LinkedIn is trying to mine more revenue from its nearly 20 million members. The site already commands some of the highest ad rates on the Web—the average LinkedIn user is 41 and has a household income of $109,000, according to CEO Dan Nye. The gold-plated demographics mean advertisers can aim pitches at big-spending subgroups. "If you want to advertise to CEOs in Silicon Valley, you can do that," he says.
Later this year, the company plans to roll out a new product called the LinkedIn Research Network, designed to let fund managers, lawyers, and other professionals find subject matter experts to help research investments, cases, and other projects. (LinkedIn has a partnership with BusinessWeek.com that includes a tool that lets users find LinkedIn connections at companies mentioned in BusinessWeek articles.)
An overseas expansion into Europe, and potentially China, is already underway. "The LinkedIn strategy is pretty simple," says Hoffman. "Get more professionals aware that there's this tool, and then build super-applications" the company can charge for.
Up Interstate 280 in San Francisco's Web-friendly SoMa district, Slide is trying to make advertising on its widgets more relevant by mining data it collects about the Facebook relationships among users who install them. The company is working on ways to analyze the stated interests of users in a circle of friends, then serve ads that might appeal to them, says Keith Rabois, vice-president of strategy and business development.

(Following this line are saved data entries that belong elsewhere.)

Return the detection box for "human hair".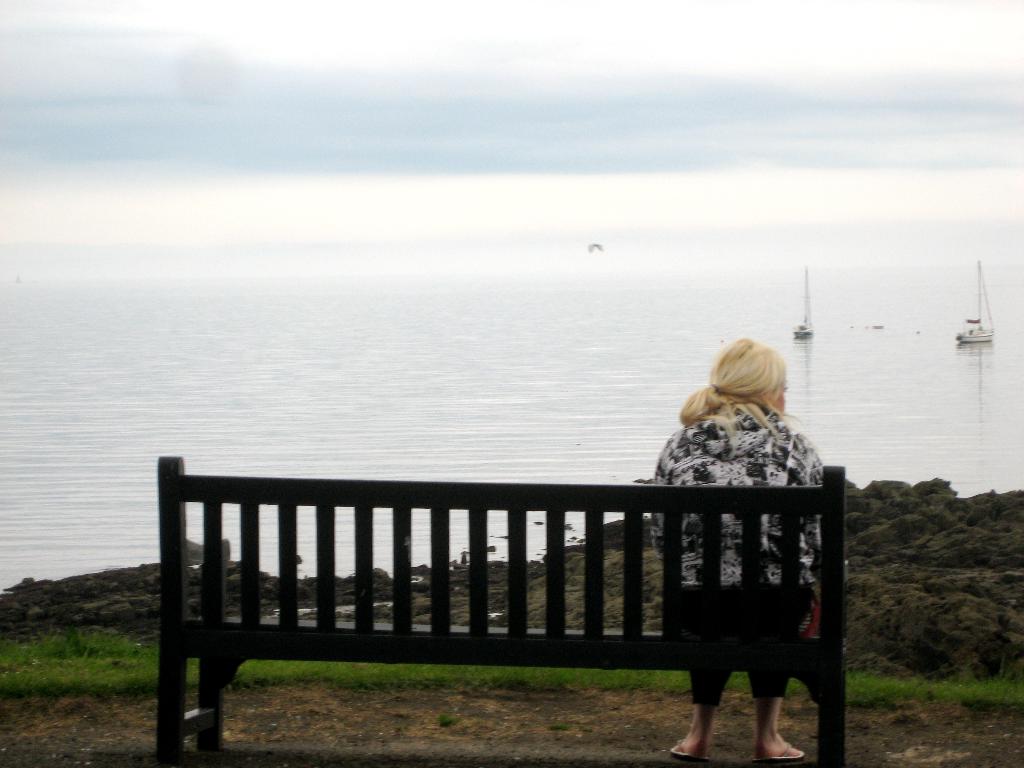
{"left": 681, "top": 346, "right": 793, "bottom": 460}.
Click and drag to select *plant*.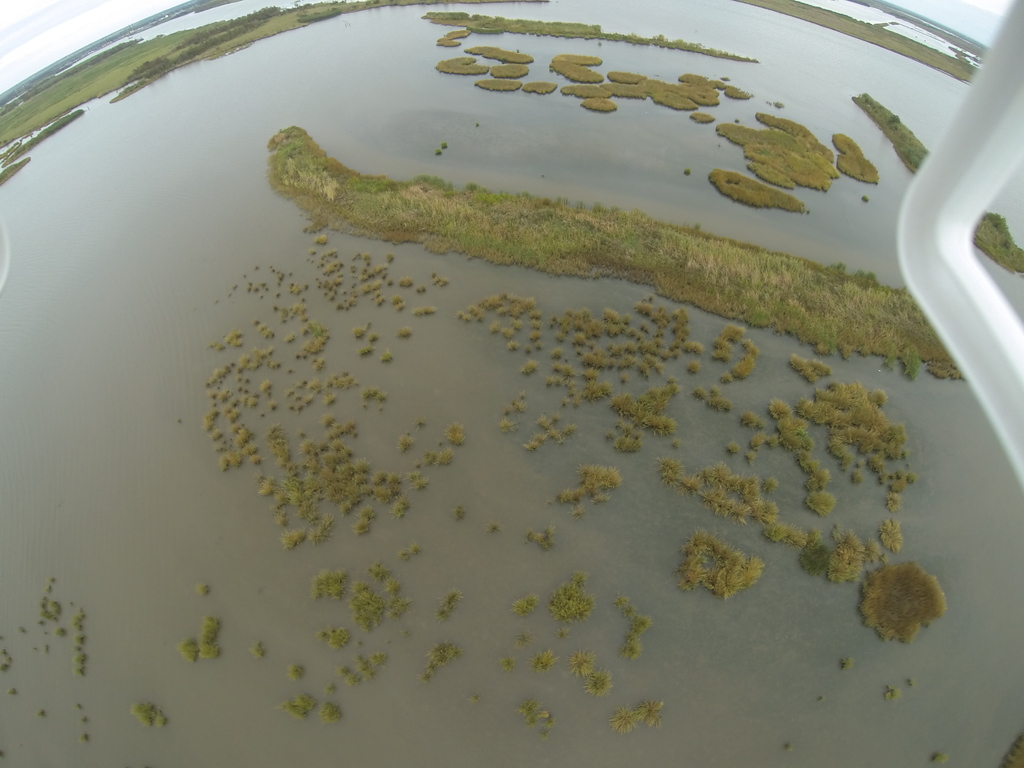
Selection: Rect(214, 340, 225, 351).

Slide plans to use a $50 million investment (BusinessWeek.com, 1/18/08) it took on Jan. 18 from Fidelity Investments and T. Rowe Price (TROW) to double its 65 employees and stock up on servers in the event of a recession.
It doesn't hurt to have two big mutual funds on board during a pre-IPO road show, adds Finance Vice-President Kevin Freedman. The investment, which values Slide at $550 million, could let it go public when it can fetch the best price, not when it needs the money, according to Rabois. "It is a public-market hedge," he says. "Our revenues could explode, or it could take a longer period of time as we're dialing into the correct formula."
For the VCs and institutional investors waiting for a Web 2.0 payout, that day can't arrive soon enough.
Ricadela is a writer for BusinessWeek.com in Silicon Valley.